Giovanni Francesco Commendone (17 March 1523 – 26 December 1584) was an Italian Cardinal and papal nuncio.
Commendone was born at Venice. After an education in the humanities and in jurisprudence at the University of Padua, he came to Rome in 1550. The ambassador of Venice presented him to Pope Julius III, who appointed him one of his secretaries.
After successfully performing various papal missions of minor importance, he accompanied Cardinal Legate Girolamo Dandino to the Netherlands, whence Pope Julius III sent him in 1553 on an important mission to Queen Mary Tudor, who had just succeeded Edward VI on the English throne. He was to treat with the new queen concerning the restoration of the Catholic faith in England.
Accompanied by Penning, a servant and confidant of Cardinal Reginald Pole, Commendone arrived in London on 8 August 1553. Though Mary Tudor was a loyal Catholic, she was surrounded at court by numerous opponents of papal authority, who made it difficult for Commendone to obtain a secret interview with her. By chance he met John Lee, a relation of the Duke of Norfolk and an attendant at court, with whom he had become acquainted in Italy, and Lee succeeded in arranging the interview. Mary received Commendone kindly, and expressed her desire to restore the Catholic Faith and to acknowledge the spiritual authority of the pope, but considered it prudent to act slowly on account of her powerful opponents, Commendone hastened to Rome, arriving there on 11 September, and informed the pope of the news, at the same time handing him a personal letter from the queen.
Commendone continued to hold the office of papal secretary under Pope Paul IV, who esteemed him very highly and in return for his services appointed him bishop of Kephalonia and Zacynthus in 1555. In the summer of 1556 he accompanied Cardinal Legate Scipione Rebiba on a papal mission to the Netherlands, to the courts of Charles V, Holy Roman Emperor and King Philip II of Spain, the consort of Queen Mary of England. Commendone had received instructions to remain as nuncio at the court of Philip, but he was recalled to Rome soon after his arrival in the Netherlands. On 16 September of the same year the pope sent him as extraordinary legate to the Governments of Urbino, Ferrara, Venice, and Parma in order to obtain help against the Spanish troops who were occupying the Campagna and threatening Rome.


* _Exercise description_:
Which lines run from the line with "Given a 1024×683" through the line with "mark the region of human face." in the entries below? Print them exactly, both ends included, and nothing more.

** Raw data follows **

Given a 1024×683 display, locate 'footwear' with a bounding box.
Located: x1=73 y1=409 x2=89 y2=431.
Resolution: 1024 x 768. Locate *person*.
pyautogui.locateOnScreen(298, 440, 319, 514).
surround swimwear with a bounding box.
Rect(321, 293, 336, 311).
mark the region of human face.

** End of Raw data **
** Raw data follows **

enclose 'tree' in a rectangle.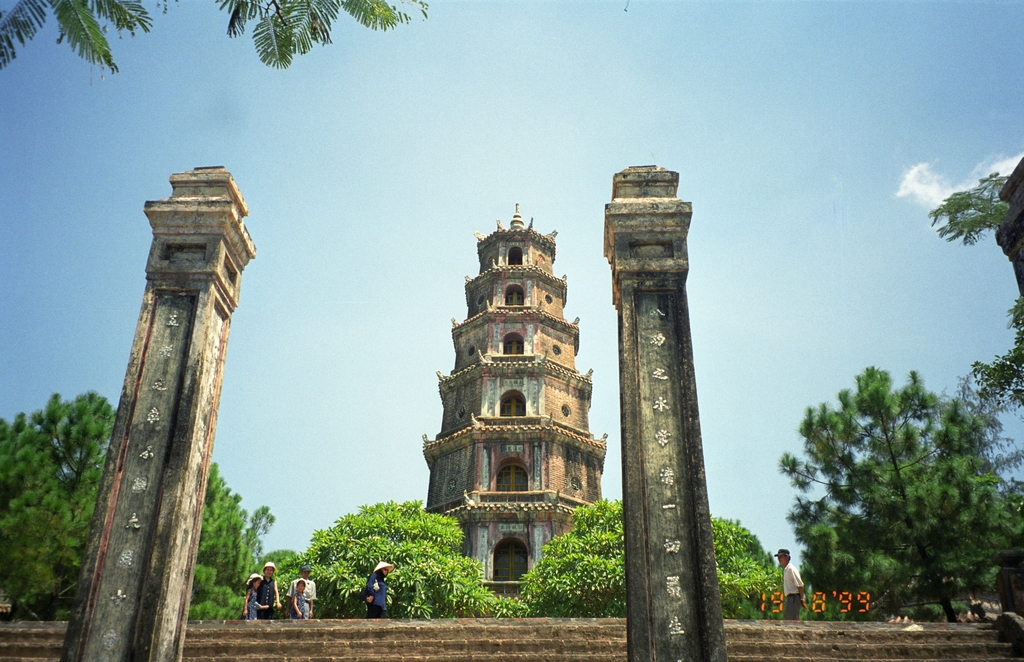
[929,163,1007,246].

** End of Raw data **

* _Output of the exercise_:
Given a 1024×683 display, locate 'footwear' with a bounding box.
Located: x1=73 y1=409 x2=89 y2=431.
Resolution: 1024 x 768. Locate *person*.
pyautogui.locateOnScreen(298, 440, 319, 514).
surround swimwear with a bounding box.
Rect(321, 293, 336, 311).
mark the region of human face.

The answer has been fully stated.